_What to work on_: Starting at the line with "pyautogui.click(x=<x>, y=<y>)", copy each line through the last one below exactly as written, without any pictures.

_Data supplied_:
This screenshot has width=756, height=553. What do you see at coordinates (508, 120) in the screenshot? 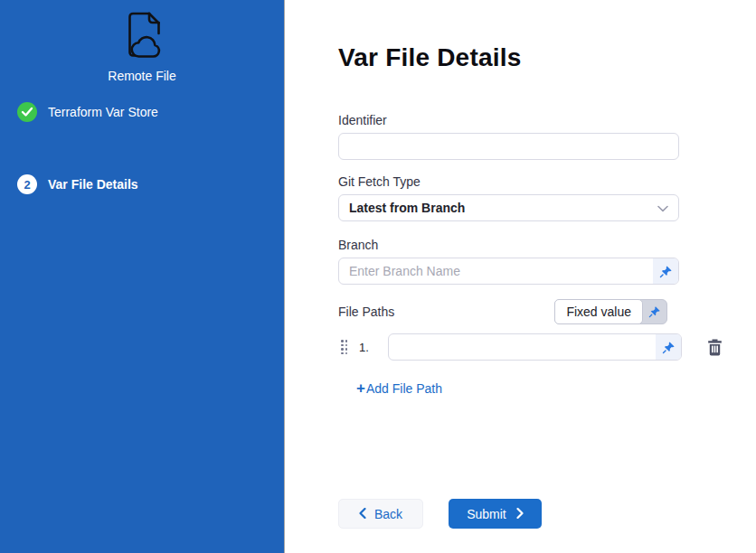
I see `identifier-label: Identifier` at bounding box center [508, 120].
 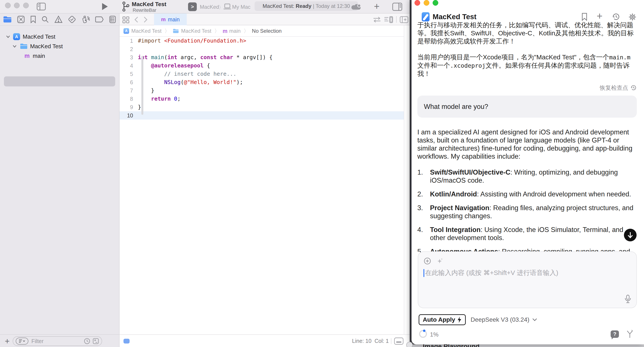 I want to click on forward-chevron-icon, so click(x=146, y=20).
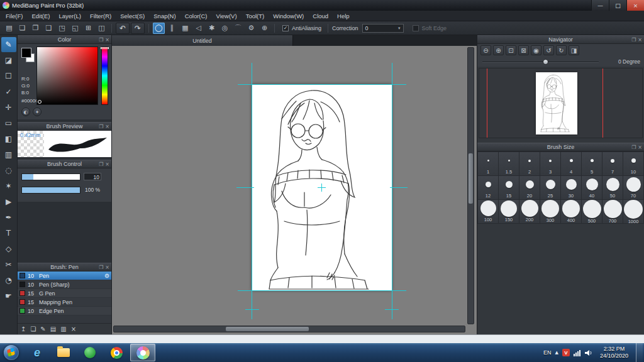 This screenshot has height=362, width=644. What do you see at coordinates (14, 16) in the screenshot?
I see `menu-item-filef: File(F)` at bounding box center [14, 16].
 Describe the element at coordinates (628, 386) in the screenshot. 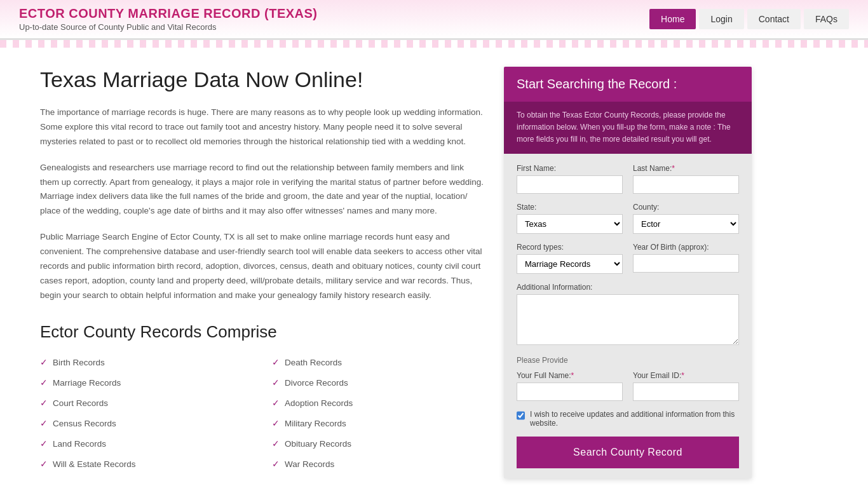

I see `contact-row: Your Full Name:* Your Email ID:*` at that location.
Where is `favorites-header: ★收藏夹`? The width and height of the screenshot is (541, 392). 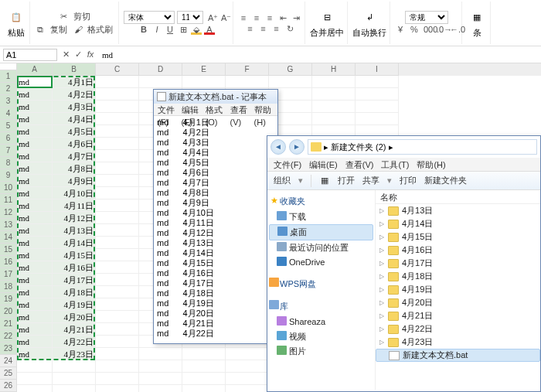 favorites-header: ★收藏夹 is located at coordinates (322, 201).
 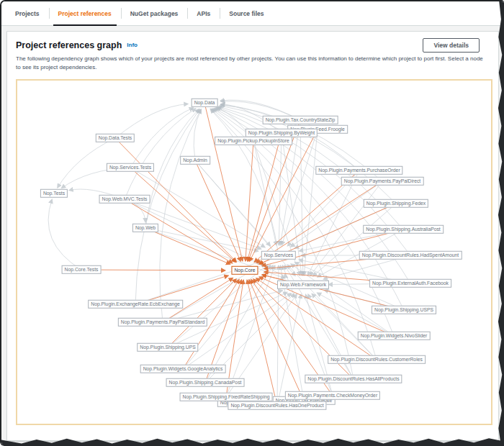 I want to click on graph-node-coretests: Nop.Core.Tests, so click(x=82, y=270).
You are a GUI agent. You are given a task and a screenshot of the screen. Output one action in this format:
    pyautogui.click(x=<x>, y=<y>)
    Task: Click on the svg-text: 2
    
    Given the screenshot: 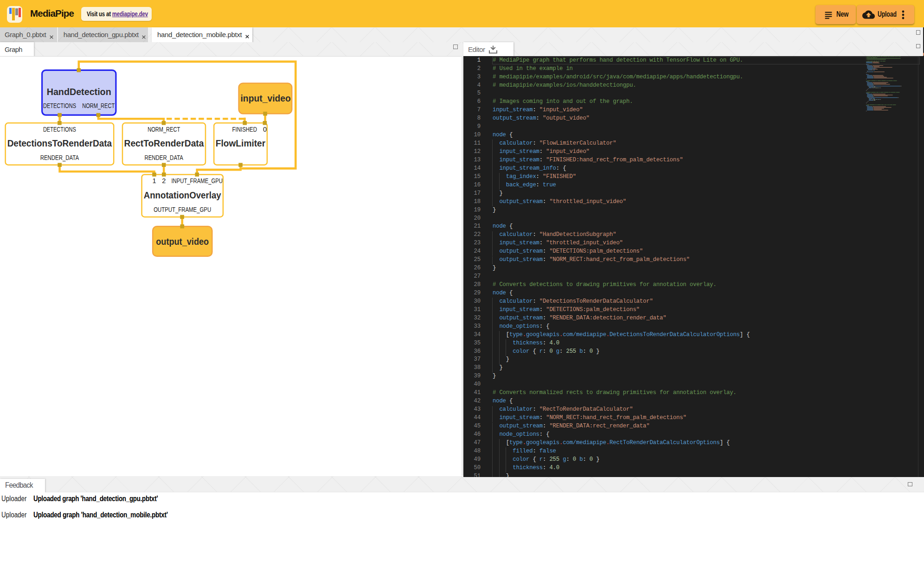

_Written answer_:
    pyautogui.click(x=<x>, y=<y>)
    Task: Click on the svg-text: 2
    
    Given the screenshot: 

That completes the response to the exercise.